Unless we get back to the unfinished business of political reforms and phase out the bunch of politicians that behave as roving bandits in the corridors and echelons our power, the development trajectory of this country can only continue in its current direction. Downwards. Why? Because development outcomes are shaped, for good or worse, by politics. So how does politics—the configuration and exercise of political power and administrative authority—confound our developmental potential? There are many ways but here I just do a broad brush of five.

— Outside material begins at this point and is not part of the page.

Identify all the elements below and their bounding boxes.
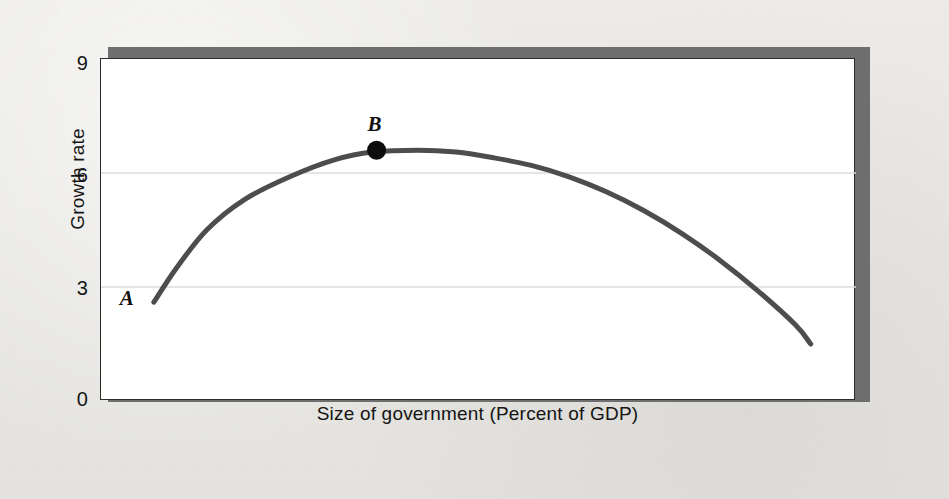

Politics determines the fibre of the State machinery through its recruitment processes and criteria. Malawian politics throws out meritocratic recruitment and promotion, impersonality and rational decision making. Instead we see more of political deployments aimed at controlling key State institutions to facilitate access to personal wealth and power, mostly by ignoring, bending or breaking the rules. The main roles of the deployees is not to get work done for collective development outcomes. It is to retain and protect their political patrons and matrons. The State serves as a nepotistic instrument of exclusion rather than a unifying force for inclusive governance and development.

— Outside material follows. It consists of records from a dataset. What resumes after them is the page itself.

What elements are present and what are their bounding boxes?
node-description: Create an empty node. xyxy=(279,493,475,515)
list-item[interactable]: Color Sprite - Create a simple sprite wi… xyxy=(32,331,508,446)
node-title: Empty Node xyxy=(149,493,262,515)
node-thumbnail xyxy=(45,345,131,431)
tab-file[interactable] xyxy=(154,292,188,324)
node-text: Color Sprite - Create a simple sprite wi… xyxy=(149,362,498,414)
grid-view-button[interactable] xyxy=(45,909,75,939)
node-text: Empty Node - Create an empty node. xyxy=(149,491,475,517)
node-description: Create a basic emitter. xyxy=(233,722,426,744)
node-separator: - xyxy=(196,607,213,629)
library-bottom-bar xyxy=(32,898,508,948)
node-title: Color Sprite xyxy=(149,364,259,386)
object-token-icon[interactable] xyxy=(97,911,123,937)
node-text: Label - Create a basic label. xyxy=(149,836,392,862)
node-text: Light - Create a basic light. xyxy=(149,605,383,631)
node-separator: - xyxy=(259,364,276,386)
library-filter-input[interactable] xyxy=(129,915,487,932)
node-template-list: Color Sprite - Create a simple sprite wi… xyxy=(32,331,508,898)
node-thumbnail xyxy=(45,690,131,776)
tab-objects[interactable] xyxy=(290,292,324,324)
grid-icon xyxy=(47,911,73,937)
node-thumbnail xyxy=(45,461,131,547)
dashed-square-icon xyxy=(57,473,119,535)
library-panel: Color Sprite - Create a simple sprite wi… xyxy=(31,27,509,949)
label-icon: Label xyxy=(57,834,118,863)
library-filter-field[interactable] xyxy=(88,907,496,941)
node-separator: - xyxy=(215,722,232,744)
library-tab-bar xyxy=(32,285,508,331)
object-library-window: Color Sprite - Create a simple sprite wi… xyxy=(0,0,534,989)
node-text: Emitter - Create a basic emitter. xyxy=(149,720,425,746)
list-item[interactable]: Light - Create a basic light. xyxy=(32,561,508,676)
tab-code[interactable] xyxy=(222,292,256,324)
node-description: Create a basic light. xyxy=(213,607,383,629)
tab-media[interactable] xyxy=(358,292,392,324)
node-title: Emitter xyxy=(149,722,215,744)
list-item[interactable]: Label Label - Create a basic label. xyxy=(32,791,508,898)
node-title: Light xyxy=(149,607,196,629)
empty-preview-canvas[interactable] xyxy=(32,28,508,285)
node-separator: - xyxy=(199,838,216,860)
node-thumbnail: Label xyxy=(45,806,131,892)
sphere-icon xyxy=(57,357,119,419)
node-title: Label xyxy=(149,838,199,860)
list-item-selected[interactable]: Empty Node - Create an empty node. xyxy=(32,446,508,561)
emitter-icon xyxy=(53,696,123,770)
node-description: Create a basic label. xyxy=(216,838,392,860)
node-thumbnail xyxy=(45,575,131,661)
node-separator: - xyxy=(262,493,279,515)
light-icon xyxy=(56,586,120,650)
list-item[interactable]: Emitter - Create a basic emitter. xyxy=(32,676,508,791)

Politics shape the nature of state-society relationship. Malawian politics promote instrumental, non-transformative and sometimes disempowering forms of participatory governance. Citizen participation and agency are hardly galvanised for development but for creating a semblance that passes the donor test. Furthermore, State-society relations are often shaped by violence and intimidation perpetrated by youth bandits of political parties associated with the governing elites; and also patronage that includes jobs, dubious contracts and payments from public confers to those deemed to belong to the governing club. The need for political patronage as a strategy of political survival is a watershed for mismanagement, corruption and bad economic and political governance. While policy drives minimal levels of patronage elsewhere, it is largely patronage that drives policy in Malawi.

Malawian politics and politicians love pretence. They all want to be seen to be doing something good for the collective good but simultaneously engage in clandestine efforts that squarely militate and obliterate all good intentioned efforts. So, good laws, policies and institutions with the right forms are created but politicians and their bureaucratic associates intentionally undermine their functionality and effectiveness in service of narrow interests.

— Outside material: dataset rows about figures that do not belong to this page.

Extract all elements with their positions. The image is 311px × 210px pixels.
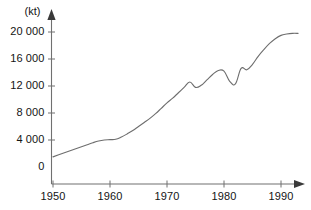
x-axis-tick-label: 1950 (23, 191, 83, 202)
x-axis-tick-label: 1980 (194, 191, 254, 202)
y-axis-tick-label: 8 000 (16, 107, 44, 118)
chart-plot-area (0, 0, 311, 210)
y-axis-tick-label: 16 000 (10, 53, 44, 64)
y-axis-tick-label: 20 000 (10, 26, 44, 37)
y-axis-tick-label: 12 000 (10, 80, 44, 91)
x-axis-arrowhead (294, 180, 305, 188)
y-axis-tick-label: 0 (38, 161, 44, 172)
y-axis-arrowhead (47, 9, 55, 20)
data-series-line (53, 33, 298, 157)
y-axis-tick-label: 4 000 (16, 134, 44, 145)
x-axis-tick-label: 1960 (80, 191, 140, 202)
x-axis-tick-label: 1990 (251, 191, 311, 202)
x-axis-tick-label: 1970 (137, 191, 197, 202)
y-axis-unit-label: (kt) (25, 6, 41, 17)
line-chart: (kt) 04 0008 00012 00016 00020 000 19501… (0, 0, 311, 210)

Malawian politics of particularism and parochial identities elevates tribalism and regionalism at the expense of citizenship; rulership at the expense of leadership; self-aggrandizement at the expense of collective good. In this culture, plurality of views on development policy and practice is abhorred for a mono-view on politics and development is effectively misunderstood and reinforced as a manifestation of patriotism. Our politicians and their politics give us a raw deal.

*Henry Chingaipe is a governance and development specialist.